Music, especially jazz, influencing writing doesn’t exactly have a stellar track record: To start, it’s responsible for an endless, indiscriminate sea of overwrought poetry, much of which I’ve received for publishing consideration over the years, despite the fact that I don’t recall JazzTimes ever featuring poetry. But in researching and writing this month’s cover story on guitarist Julian Lage, I heard a lot of music and took part in a good deal of conversation that define the aesthetic principles I value most in music journalism.
Those criteria boil down to simplicity and efficiency and a lack of ego. Whether laying down words or notes, a writer should be an intelligent conduit for a strong narrative or concept or theme. Complex feelings and ideas are made accessible in great art; in the other kind, things that everyone already knows are shrouded in florid language-or, if you like, overcooked harmonies and head-scratching rhythms. Sure, there’s always a place for virtuosity and density. But a little goes a long way.

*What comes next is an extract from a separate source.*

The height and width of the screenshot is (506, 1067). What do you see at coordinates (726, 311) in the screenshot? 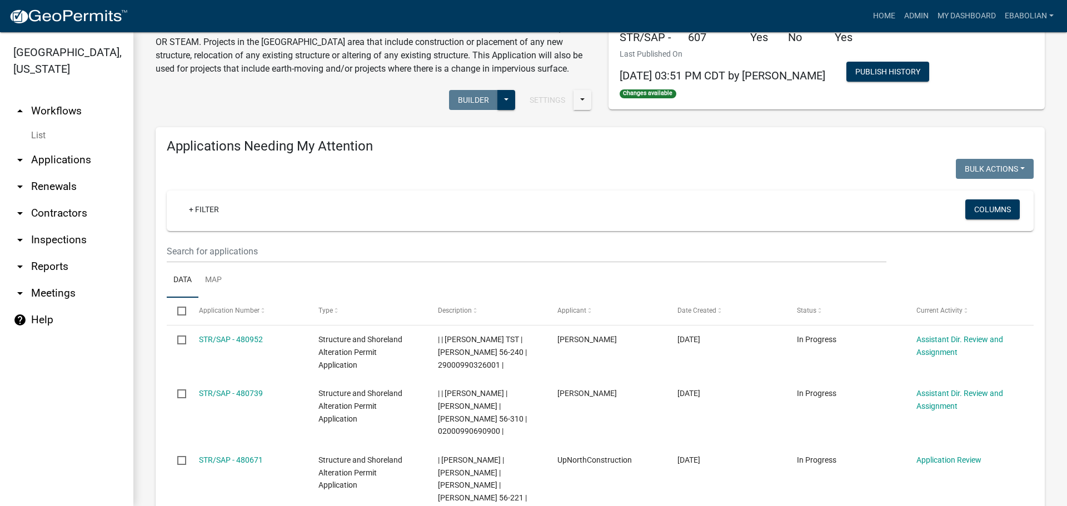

Lage arrived at related conclusions while writing his recent solo acoustic disc, World’s Fair. In the way an aging saxophonist might offer his most sublimely curated playing after his breath has begun to fail him, Lage’s gorgeous, lucid new melodies formed as he was rehabilitating his left hand, seriously injured through overuse. Away from the guitar, he stripped his solo arranging down to its core elements by stomping a rhythm while tapping a melody and bassline; if the movements were flowing, he’d return to the instrument. As he says of these trimmed-down songs, “They either work or they don’t.”
When crafting Lage’s profile, I thought of what worked and what didn’t with a similarly nonchalant focus. The saga of Lage’s injuries and the subsequent rebuilding of his technique-that worked, as did the outline of his upbringing as a child prodigy surrounded by kindly mentors. A critical assessment that connected his mother’s talent for interior design to his thinking about jazz guitar, not so much. General assignment reporters learn early on where the juice is in a feature; for music writers, tripped up by the notion of making art out of other art, it gets cloudier. So I hope you enjoy the story, that it informs and entertains you as you absorb it on the couch, on the train or over breakfast. But more than anything, I hope it inspires you to check out Lage’s music on record and at your local concert venue. (Trust me, he gets out there.)